Like everyone else, I'm thrilled an Ikea is about to open in the center of the City of St. Louis, but it could be much more. Additional development could always happen in the future on the parking lot in front of Ikea as was shown on an old CORTEX master plan, but what would be their incentive since they own the entire site? 

The site to the west bounded by the Ikea, the grain elevator, Sarah Street and Forest Park Boulevard is owned by CORTEX, who put out an RFP last year for a mixed use development. Hopefully this site will be fully built-up and not be a continuation of the suburban Ikea model.

Gas Lamp Parking Lot
Probably the only parking lot in the region lit entirely by gas lamps is also gone.

4 comments:

Anonymous said...

Out of curiosity would you have prefer the solution proposed here (smaller retail at the street front) or if Ikea itself was built at the street front?

Vanishing STL said...

I think I would prefer additional retail or other commercial uses along Forst Park Blvd. if there are windows instead of blank walls. If Ikea put the front of the store at the street and added some glass, that would be great too. It would probably require a slightly different store design than their typical building, but I believe they have done this in some European urban locations.

Anonymous said...

The Burbank, CA Ikea is a pretty good urban model: http://www.aimbuildingmaterials.com/media/images/xlarge/608.jpg.

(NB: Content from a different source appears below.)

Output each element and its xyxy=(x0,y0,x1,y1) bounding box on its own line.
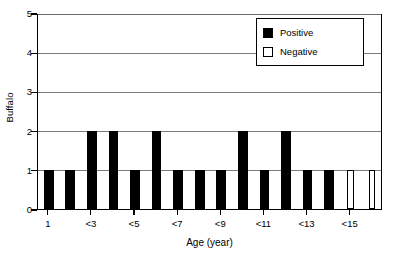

I would have much rather seen something like that. Even though it's in the middle of a shopping mall, the street grid is preserved and it is somewhat integrated into the neighborhood.

Vanishing STL said...

Yes, that is a very nice model and the even put windows across the front of the Ikea. Thanks for sharing! Across the pedestrian friendly 4 lane street in front there is street level retail with parking below grade and on the roof and the end of the block is anchored by an attractive Macy's.